After his impressive pace on his rallycross debut at Lydden Hill, many were expecting big things from Kris Meeke in the remainder of his partial rallycross campaign in Nitro Rallycross.
Sadly for the five-time World Rally winner, round two at Strängnäs Motorstadion in Sweden hasn’t quite gone to plan. In fact, it hasn’t gone at all.
Since the pre-event test on Friday, Meeke’s FC1-X has been plagued by a mystery issue, one that the Xite Energy Racing team and car developers Olsbergs MSE and QEV Technologies have so far struggled to diagnose – even despite a near-total overhaul of the car’s under-the-skin components.
“I’m not sure where to start to be honest,” Xite Energy Racing team manager Ian Phillipson told DirtFish. “Literally yesterday, the first time he ran it, [the car] had a problem. Some warnings came up and [we] started chasing what the issues were there.
“QEV considered it to be a battery issue, so the guys changed the battery last night – that’s about a four-hour job. At the same time we changed one of the inverters… also changed the DC/DC converter at the same time.”
It was hoped that the substantial switches would cure the issue. Alas, it didn’t, leaving Meeke struggling to get going in free practice.
The team then went on to change the ECU, the high voltage cabling, and some of the low voltage loom too, but the issues persisted – so much so that the team opted to take the car off-site to do constant straight-line running in a bid to get to the bottom of why the car would not put the power down.
“Clearly we’re chasing an electric gremlin, no doubt it’s probably something very annoying and very small, but it’s just enough to cripple the car every time we run it,” Phillipson said.
It’s been a case of a process of elimination to isolate it, even to the extent of swapping inverters overIan Phillipson
One theory is that the issue, whatever it is, could be lasting damage from Meeke’s heavy shunt in the final of round one at Lydden Hill.
“We’ve been trying to work that out because ultimately, although it looked spectacular bodywork-wise, and we couldn’t continue because one of the front uprights had been bent, that was about the only mechanical damage,” Phillipson explained.
“So the impact, while it was obviously a big bang, didn’t seem to be anything beyond the testing ability of what the car should achieve. So it’s always difficult to say definitively, particularly with this issue.”
Another theory could be the new steering upgrades applied to each car this weekend – a new steering loom, steering motor, and steering column – but again, that thought proved to be another false dawn.
“We have, as part of the testing, disconnected all of the steering loom, so it’s been driven without any of the electrical steering, because it’s only straight line, but then it still had the fault, so we don’t think it’s that,” Phillipson said.
“It’s been a case of a process of elimination to isolate it, even to the extent of swapping inverters over so we’re running the motors off the different inverters just to see if that’s to do with it.”
The issue has been massively troublesome for Xite, to the extent that should the team still not have the problem diagnosed and resolved by Sunday morning, it has been given dispensation to switch cars to allow Meeke to rejoin the field at the heat race stage, despite missing all of qualifying.
“We’ve spoken to the championship, we’ve spoken to Andreas [Eriksson, Olsbergs owner] and they would allow us to run because all that Kris had to do was do one lap of practice, which he managed, so we would be allowed to continue.
“The championship is really keen for us to work it, so yeah we can swap the car under the circumstances, very exceptional circumstances, but clearly we’d like to run our own car but Andreas has offered to let us run the other car if we absolutely need to.”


**WORK TO COMPLETE**
Provide the count of lines below where "Create" occurs, with no other output.

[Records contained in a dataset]
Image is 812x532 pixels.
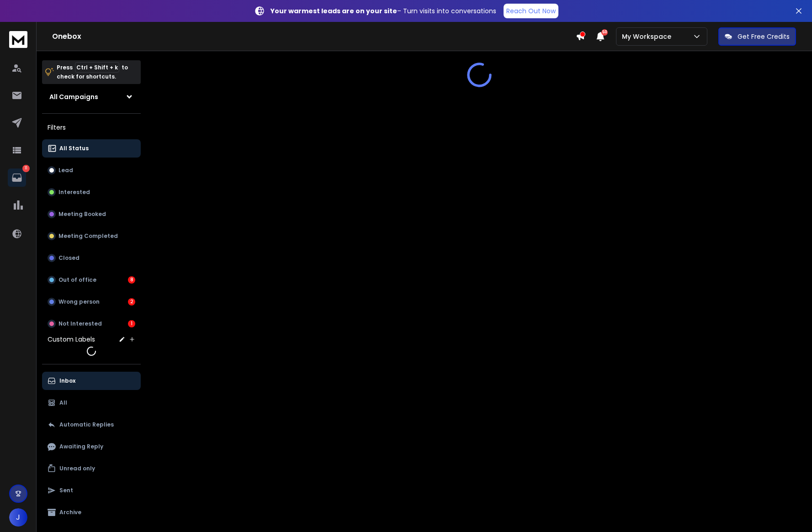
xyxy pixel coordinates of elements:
button: Out of office8 [42,271,141,289]
button: Awaiting Reply [42,438,141,456]
p: Meeting Booked [58,211,106,218]
button: Automatic Replies [42,416,141,434]
div: 8 [128,276,135,284]
span: Ctrl + Shift + k [75,62,119,73]
p: My Workspace [621,32,675,41]
h3: Custom Labels [47,335,95,344]
p: Interested [58,189,90,196]
p: Closed [58,254,80,262]
button: Lead [42,162,141,180]
p: All [60,400,67,406]
p: Meeting Completed [58,233,118,240]
button: Wrong person2 [42,293,141,311]
button: Interested [42,183,141,201]
p: Press to check for shortcuts. [57,63,128,81]
button: Inbox [42,372,141,390]
p: Lead [58,167,73,174]
span: 50 [601,29,608,36]
button: J [9,508,28,527]
p: Unread only [60,465,95,472]
p: Archive [60,509,81,516]
p: All Status [60,145,89,152]
button: Get Free Credits [718,28,796,46]
h1: All Campaigns [49,93,98,102]
button: Unread only [42,459,141,478]
p: Automatic Replies [60,421,114,429]
h3: Filters [42,121,141,134]
h1: Onebox [52,31,576,42]
div: 1 [128,320,135,328]
p: Awaiting Reply [60,443,103,451]
button: Closed [42,249,141,267]
button: Not Interested1 [42,315,141,333]
p: Get Free Credits [737,32,789,41]
p: Inbox [60,377,75,385]
strong: Your warmest leads are on your site [270,6,397,15]
a: 11 [8,168,26,187]
p: – Turn visits into conversations [270,6,496,15]
p: Wrong person [58,299,99,305]
p: Sent [60,487,73,494]
p: Reach Out Now [506,6,556,15]
a: Reach Out Now [504,4,558,18]
button: All Status [42,139,141,158]
button: Meeting Completed [42,227,141,246]
button: All [42,394,141,412]
button: Archive [42,504,141,522]
div: 2 [128,299,135,305]
img: logo [9,31,28,48]
p: 11 [22,165,30,172]
p: Not Interested [58,320,102,328]
button: Sent [42,481,141,500]
button: All Campaigns [42,88,141,106]
p: Out of office [58,276,96,284]
button: Meeting Booked [42,205,141,224]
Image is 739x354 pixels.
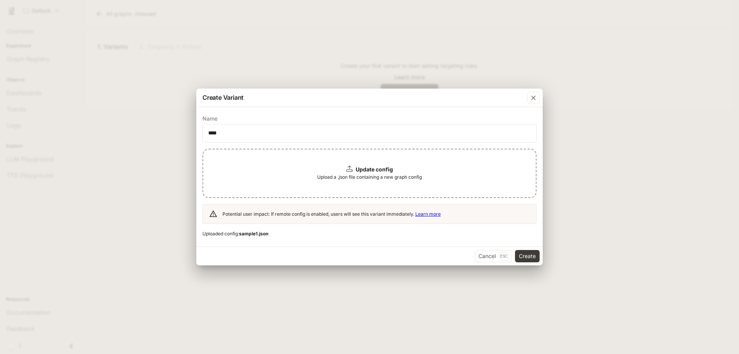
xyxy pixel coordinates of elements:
button: CancelEsc [475,250,512,262]
p: Name [202,116,218,121]
span: Uploaded config: [202,230,537,238]
span: Potential user impact: If remote config is enabled, users will see this variant immediately. [223,211,441,217]
b: Update config [356,166,393,172]
button: Create [515,250,540,262]
b: sample1.json [239,231,268,236]
p: Create Variant [202,93,244,102]
p: Esc [499,252,509,260]
a: Learn more [415,211,441,217]
span: Upload a .json file containing a new graph config [317,173,422,181]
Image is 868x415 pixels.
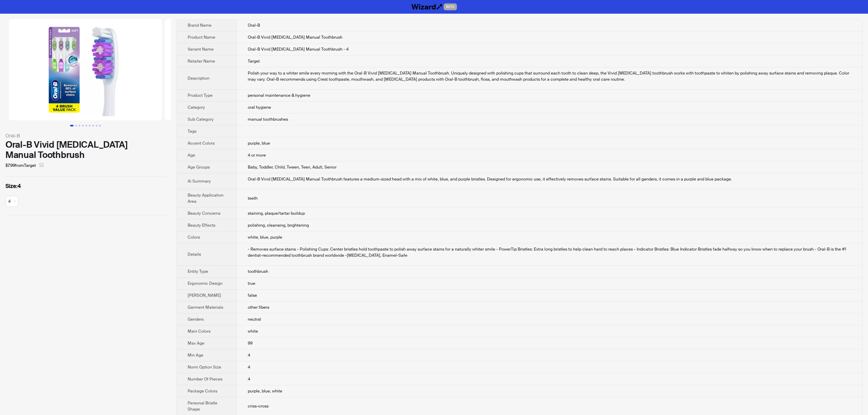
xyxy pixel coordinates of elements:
[5,132,165,139] div: Oral-B
[248,141,270,146] span: purple, blue
[40,163,43,167] span: select
[248,234,282,240] span: white, blue, purple
[95,125,97,127] button: Go to slide 8
[248,35,342,40] span: Oral-B Vivid [MEDICAL_DATA] Manual Toothbrush
[8,196,16,206] span: available
[248,329,258,334] span: white
[248,195,258,201] span: teeth
[248,153,266,158] span: 4 or more
[5,183,18,190] span: Size :
[187,223,215,228] span: Beauty Effects
[5,139,165,160] div: Oral-B Vivid [MEDICAL_DATA] Manual Toothbrush
[187,117,214,122] span: Sub Category
[187,293,221,298] span: [PERSON_NAME]
[248,281,255,286] span: true
[187,234,200,240] span: Colors
[187,75,209,81] span: Description
[187,251,201,257] span: Details
[187,58,215,64] span: Retailer Name
[187,376,223,382] span: Number Of Pieces
[443,4,457,10] span: BETA
[89,125,91,127] button: Go to slide 6
[187,281,223,286] span: Ergonomic Design
[187,364,221,370] span: Norm Option Size
[187,352,203,358] span: Min Age
[248,340,252,346] span: 99
[9,19,162,120] img: Oral-B Vivid Whitening Manual Toothbrush Oral-B Vivid Whitening Manual Toothbrush - 4 image 1
[248,46,349,52] span: Oral-B Vivid [MEDICAL_DATA] Manual Toothbrush - 4
[187,269,208,274] span: Entity Type
[248,164,336,170] span: Baby, Toddler, Child, Tween, Teen, Adult, Senior
[248,211,305,216] span: staining, plaque/tartar buildup
[248,352,250,358] span: 4
[248,23,260,28] span: Oral-B
[75,125,77,127] button: Go to slide 2
[248,176,851,182] div: Oral-B Vivid Whitening Manual Toothbrush features a medium-sized head with a mix of white, blue, ...
[248,105,271,110] span: oral hygiene
[248,92,310,98] span: personal maintenance & hygiene
[187,388,217,394] span: Package Colors
[187,192,223,204] span: Beauty Application Area
[187,329,210,334] span: Main Colors
[248,316,261,322] span: neutral
[187,340,204,346] span: Max Age
[187,35,215,40] span: Product Name
[187,305,223,310] span: Garment Materials
[248,376,250,382] span: 4
[187,400,217,412] span: Personal Bristle Shape
[248,246,851,259] div: - Removes surface stains - Polishing Cups: Center bristles hold toothpaste to polish away surface...
[99,125,101,127] button: Go to slide 9
[187,46,214,52] span: Variant Name
[248,117,288,122] span: manual toothbrushes
[5,182,165,190] label: 4
[248,305,269,310] span: other fibers
[187,164,210,170] span: Age Groups
[78,125,80,127] button: Go to slide 3
[187,141,215,146] span: Accent Colors
[85,125,87,127] button: Go to slide 5
[248,388,282,394] span: purple, blue, white
[187,105,205,110] span: Category
[248,223,309,228] span: polishing, cleansing, brightening
[165,19,318,120] img: Oral-B Vivid Whitening Manual Toothbrush Oral-B Vivid Whitening Manual Toothbrush - 4 image 2
[248,293,257,298] span: false
[248,403,269,409] span: criss-cross
[248,269,268,274] span: toothbrush
[5,160,165,171] div: $7.99 from Target
[187,316,204,322] span: Genders
[187,92,212,98] span: Product Type
[187,23,212,28] span: Brand Name
[92,125,94,127] button: Go to slide 7
[70,125,74,127] button: Go to slide 1
[248,364,250,370] span: 4
[187,128,196,134] span: Tags
[187,153,195,158] span: Age
[82,125,84,127] button: Go to slide 4
[248,70,851,82] div: Polish your way to a whiter smile every morning with the Oral-B Vivid Whitening Manual Toothbrush...
[187,178,211,184] span: Ai Summary
[248,58,260,64] span: Target
[187,211,220,216] span: Beauty Concerns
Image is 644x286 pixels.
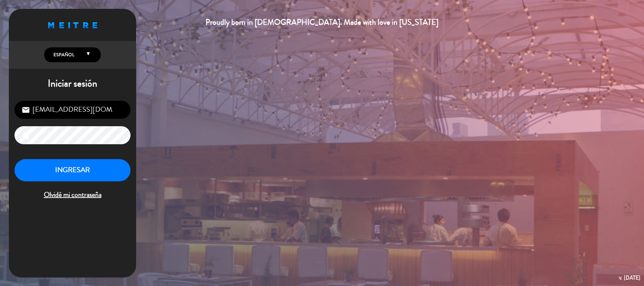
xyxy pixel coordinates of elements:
[9,78,136,90] h1: Iniciar sesión
[21,105,30,115] i: email
[14,189,131,201] span: Olvidé mi contraseña
[52,51,74,58] span: Español
[21,131,30,140] i: lock
[14,101,131,119] input: Correo Electrónico
[619,273,640,283] div: v. [DATE]
[14,159,131,181] button: INGRESAR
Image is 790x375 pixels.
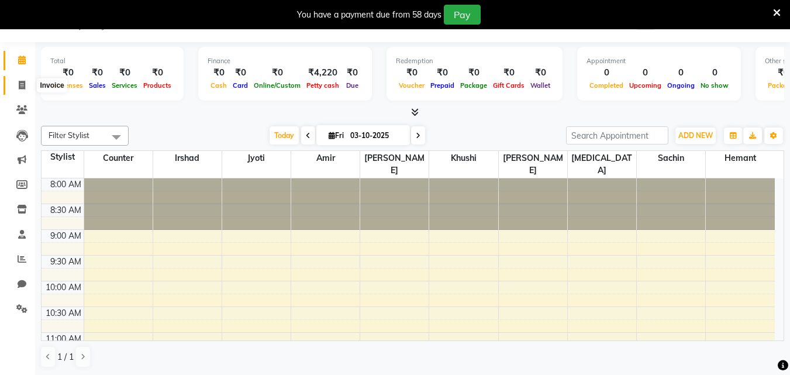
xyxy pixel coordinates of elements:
div: 0 [586,66,626,80]
div: 10:00 AM [43,281,84,294]
span: [MEDICAL_DATA] [568,151,636,178]
div: ₹0 [490,66,527,80]
div: ₹0 [427,66,457,80]
div: ₹0 [86,66,109,80]
span: Services [109,81,140,89]
div: Redemption [396,56,553,66]
span: 1 / 1 [57,351,74,363]
div: You have a payment due from 58 days [297,9,441,21]
span: sachin [637,151,705,165]
div: 0 [626,66,664,80]
div: ₹0 [342,66,363,80]
div: ₹0 [457,66,490,80]
span: Ongoing [664,81,698,89]
div: ₹0 [208,66,230,80]
span: No show [698,81,732,89]
span: khushi [429,151,498,165]
span: irshad [153,151,222,165]
div: ₹0 [527,66,553,80]
span: [PERSON_NAME] [360,151,429,178]
span: Completed [586,81,626,89]
span: ADD NEW [678,131,713,140]
input: 2025-10-03 [347,127,405,144]
div: Appointment [586,56,732,66]
span: [PERSON_NAME] [499,151,567,178]
div: 11:00 AM [43,333,84,345]
div: 10:30 AM [43,307,84,319]
div: ₹0 [50,66,86,80]
div: Stylist [42,151,84,163]
div: ₹0 [251,66,303,80]
span: Products [140,81,174,89]
button: ADD NEW [675,127,716,144]
div: Total [50,56,174,66]
span: amir [291,151,360,165]
span: jyoti [222,151,291,165]
span: Gift Cards [490,81,527,89]
input: Search Appointment [566,126,668,144]
span: Upcoming [626,81,664,89]
div: Finance [208,56,363,66]
span: Petty cash [303,81,342,89]
div: 0 [698,66,732,80]
div: Invoice [37,78,67,92]
div: 8:30 AM [48,204,84,216]
div: ₹0 [396,66,427,80]
span: Prepaid [427,81,457,89]
span: Today [270,126,299,144]
span: counter [84,151,153,165]
div: 8:00 AM [48,178,84,191]
span: Sales [86,81,109,89]
span: Online/Custom [251,81,303,89]
div: ₹4,220 [303,66,342,80]
span: Voucher [396,81,427,89]
span: Wallet [527,81,553,89]
div: ₹0 [109,66,140,80]
div: ₹0 [140,66,174,80]
span: Fri [326,131,347,140]
span: Cash [208,81,230,89]
div: 0 [664,66,698,80]
div: 9:30 AM [48,256,84,268]
span: Due [343,81,361,89]
span: Package [457,81,490,89]
div: 9:00 AM [48,230,84,242]
div: ₹0 [230,66,251,80]
span: hemant [706,151,775,165]
span: Card [230,81,251,89]
button: Pay [444,5,481,25]
span: Filter Stylist [49,130,89,140]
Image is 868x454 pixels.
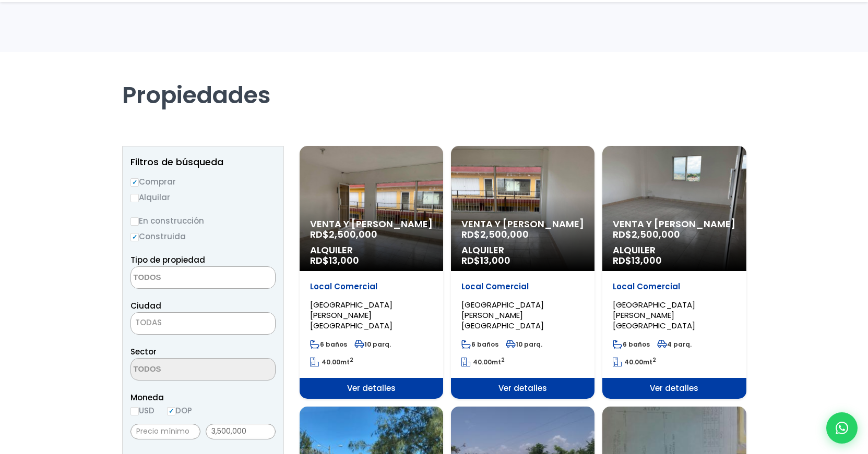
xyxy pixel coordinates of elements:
[131,214,276,227] label: En construcción
[131,254,205,266] span: Tipo de propiedad
[658,340,692,349] span: 4 parq.
[167,408,176,416] input: DOP
[131,191,276,204] label: Alquilar
[131,179,139,187] input: Comprar
[131,359,232,381] textarea: Search
[451,378,594,399] span: Ver detalles
[310,254,359,267] span: RD$
[131,346,157,357] span: Sector
[613,282,736,292] p: Local Comercial
[122,52,746,110] h1: Propiedades
[613,228,680,241] span: RD$
[131,267,232,289] textarea: Search
[131,230,276,243] label: Construida
[631,254,662,267] span: 13,000
[131,233,139,241] input: Construida
[310,245,432,256] span: Alquiler
[462,254,510,267] span: RD$
[131,404,154,417] label: USD
[310,340,347,349] span: 6 baños
[131,157,276,167] h2: Filtros de búsqueda
[653,357,656,364] sup: 2
[473,358,492,366] span: 40.00
[322,358,341,366] span: 40.00
[131,391,276,404] span: Moneda
[462,340,498,349] span: 6 baños
[131,313,276,335] span: TODAS
[131,194,139,202] input: Alquilar
[480,254,510,267] span: 13,000
[310,358,354,366] span: mt
[462,282,584,292] p: Local Comercial
[167,404,192,417] label: DOP
[131,408,139,416] input: USD
[613,340,650,349] span: 6 baños
[462,228,529,241] span: RD$
[462,219,584,230] span: Venta y [PERSON_NAME]
[613,219,736,230] span: Venta y [PERSON_NAME]
[613,254,662,267] span: RD$
[131,175,276,188] label: Comprar
[329,254,359,267] span: 13,000
[310,219,432,230] span: Venta y [PERSON_NAME]
[135,317,162,328] span: TODAS
[624,358,643,366] span: 40.00
[310,228,377,241] span: RD$
[206,424,276,439] input: Precio máximo
[462,300,544,331] span: [GEOGRAPHIC_DATA][PERSON_NAME][GEOGRAPHIC_DATA]
[300,146,443,399] a: Venta y [PERSON_NAME] RD$2,500,000 Alquiler RD$13,000 Local Comercial [GEOGRAPHIC_DATA][PERSON_NA...
[501,357,505,364] sup: 2
[602,378,746,399] span: Ver detalles
[329,228,377,241] span: 2,500,000
[613,358,656,366] span: mt
[131,424,201,439] input: Precio mínimo
[131,316,275,331] span: TODAS
[480,228,529,241] span: 2,500,000
[349,357,354,364] sup: 2
[602,146,746,399] a: Venta y [PERSON_NAME] RD$2,500,000 Alquiler RD$13,000 Local Comercial [GEOGRAPHIC_DATA][PERSON_NA...
[300,378,443,399] span: Ver detalles
[310,282,432,292] p: Local Comercial
[354,340,391,349] span: 10 parq.
[310,300,393,331] span: [GEOGRAPHIC_DATA][PERSON_NAME][GEOGRAPHIC_DATA]
[506,340,542,349] span: 10 parq.
[131,218,139,226] input: En construcción
[462,245,584,256] span: Alquiler
[462,358,505,366] span: mt
[131,301,161,311] span: Ciudad
[613,300,695,331] span: [GEOGRAPHIC_DATA][PERSON_NAME][GEOGRAPHIC_DATA]
[613,245,736,256] span: Alquiler
[631,228,680,241] span: 2,500,000
[451,146,594,399] a: Venta y [PERSON_NAME] RD$2,500,000 Alquiler RD$13,000 Local Comercial [GEOGRAPHIC_DATA][PERSON_NA...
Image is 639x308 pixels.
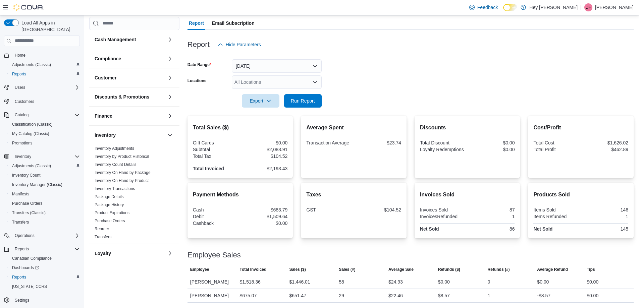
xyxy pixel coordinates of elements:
[95,154,149,159] a: Inventory by Product Historical
[306,124,401,132] h2: Average Spent
[241,214,287,219] div: $1,509.64
[595,3,634,11] p: [PERSON_NAME]
[355,207,401,213] div: $104.52
[241,166,287,171] div: $2,193.43
[289,278,310,286] div: $1,446.01
[95,203,124,207] a: Package History
[95,250,111,257] h3: Loyalty
[15,85,25,90] span: Users
[1,295,83,305] button: Settings
[12,84,80,92] span: Users
[420,191,515,199] h2: Invoices Sold
[469,140,514,146] div: $0.00
[388,278,403,286] div: $24.93
[7,180,83,189] button: Inventory Manager (Classic)
[9,171,43,179] a: Inventory Count
[9,130,52,138] a: My Catalog (Classic)
[469,214,514,219] div: 1
[339,278,344,286] div: 58
[12,153,34,161] button: Inventory
[12,284,47,289] span: [US_STATE] CCRS
[355,140,401,146] div: $23.74
[9,190,80,198] span: Manifests
[95,162,136,167] a: Inventory Count Details
[12,84,28,92] button: Users
[95,186,135,192] span: Inventory Transactions
[587,292,598,300] div: $0.00
[420,147,466,152] div: Loyalty Redemptions
[12,51,28,59] a: Home
[95,36,136,43] h3: Cash Management
[469,226,514,232] div: 86
[95,36,165,43] button: Cash Management
[187,289,237,303] div: [PERSON_NAME]
[9,218,80,226] span: Transfers
[95,195,124,199] a: Package Details
[9,139,35,147] a: Promotions
[187,251,241,259] h3: Employee Sales
[12,296,32,305] a: Settings
[533,191,628,199] h2: Products Sold
[7,139,83,148] button: Promotions
[7,60,83,69] button: Adjustments (Classic)
[12,62,51,67] span: Adjustments (Classic)
[9,264,42,272] a: Dashboards
[95,74,165,81] button: Customer
[388,292,403,300] div: $22.46
[9,120,80,128] span: Classification (Classic)
[12,163,51,169] span: Adjustments (Classic)
[95,113,112,119] h3: Finance
[488,278,490,286] div: 0
[95,146,134,151] span: Inventory Adjustments
[12,265,39,271] span: Dashboards
[95,132,116,139] h3: Inventory
[12,131,49,136] span: My Catalog (Classic)
[12,122,53,127] span: Classification (Classic)
[339,267,355,272] span: Sales (#)
[95,178,149,183] a: Inventory On Hand by Product
[7,69,83,79] button: Reports
[9,209,80,217] span: Transfers (Classic)
[7,161,83,171] button: Adjustments (Classic)
[582,214,628,219] div: 1
[240,292,257,300] div: $675.07
[1,50,83,60] button: Home
[241,221,287,226] div: $0.00
[1,231,83,240] button: Operations
[12,296,80,305] span: Settings
[9,283,50,291] a: [US_STATE] CCRS
[488,267,510,272] span: Refunds (#)
[9,162,80,170] span: Adjustments (Classic)
[15,298,29,303] span: Settings
[537,292,550,300] div: -$8.57
[420,226,439,232] strong: Net Sold
[7,263,83,273] a: Dashboards
[586,3,591,11] span: DF
[503,4,517,11] input: Dark Mode
[95,210,129,216] span: Product Expirations
[187,78,207,84] label: Locations
[215,38,264,51] button: Hide Parameters
[9,162,54,170] a: Adjustments (Classic)
[1,83,83,92] button: Users
[246,94,275,108] span: Export
[226,41,261,48] span: Hide Parameters
[193,214,239,219] div: Debit
[469,147,514,152] div: $0.00
[7,199,83,208] button: Purchase Orders
[12,210,46,216] span: Transfers (Classic)
[284,94,322,108] button: Run Report
[9,181,65,189] a: Inventory Manager (Classic)
[166,112,174,120] button: Finance
[306,140,352,146] div: Transaction Average
[193,124,288,132] h2: Total Sales ($)
[193,147,239,152] div: Subtotal
[7,282,83,291] button: [US_STATE] CCRS
[95,202,124,208] span: Package History
[582,226,628,232] div: 145
[291,98,315,104] span: Run Report
[166,74,174,82] button: Customer
[388,267,414,272] span: Average Sale
[12,71,26,77] span: Reports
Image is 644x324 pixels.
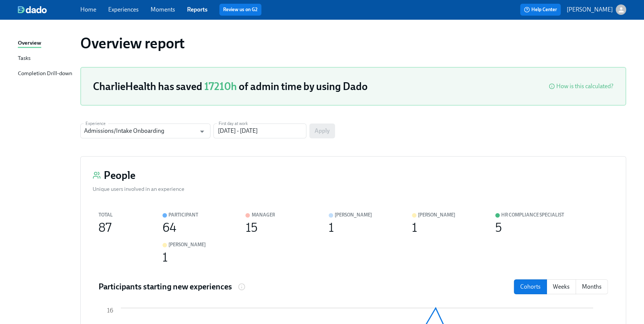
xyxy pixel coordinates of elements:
[18,69,72,79] div: Completion Drill-down
[238,283,246,290] svg: Number of participants that started this experience in each cohort, week or month
[582,283,601,291] p: Months
[251,211,275,219] div: Manager
[223,6,258,13] a: Review us on G2
[108,6,139,13] a: Experiences
[418,211,455,219] div: [PERSON_NAME]
[576,279,608,294] button: months
[553,283,570,291] p: Weeks
[524,6,557,13] span: Help Center
[18,39,74,48] a: Overview
[329,224,334,232] div: 1
[151,6,175,13] a: Moments
[514,279,547,294] button: cohorts
[196,126,208,138] button: Open
[520,283,541,291] p: Cohorts
[567,6,613,14] p: [PERSON_NAME]
[501,211,564,219] div: HR Compliance Specialist
[18,6,80,13] a: dado
[18,54,30,63] div: Tasks
[99,211,112,219] div: Total
[18,39,41,48] div: Overview
[219,4,261,15] button: Review us on G2
[99,281,232,293] h4: Participants starting new experiences
[246,224,257,232] div: 15
[204,80,237,93] span: 17210h
[168,211,198,219] div: Participant
[162,224,176,232] div: 64
[334,211,372,219] div: [PERSON_NAME]
[567,4,626,15] button: [PERSON_NAME]
[520,4,561,15] button: Help Center
[18,69,74,79] a: Completion Drill-down
[80,6,96,13] a: Home
[556,82,614,90] div: How is this calculated?
[495,224,502,232] div: 5
[99,224,112,232] div: 87
[93,79,368,93] h3: CharlieHealth has saved of admin time by using Dado
[514,279,608,294] div: date filter
[412,224,417,232] div: 1
[187,6,207,13] a: Reports
[18,6,47,13] img: dado
[168,241,206,249] div: [PERSON_NAME]
[93,185,185,193] div: Unique users involved in an experience
[104,168,135,182] h3: People
[18,54,74,63] a: Tasks
[547,279,576,294] button: weeks
[107,307,113,314] tspan: 16
[162,254,168,262] div: 1
[80,34,185,52] h1: Overview report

**SOLUTION TO THE EXERCISE**
2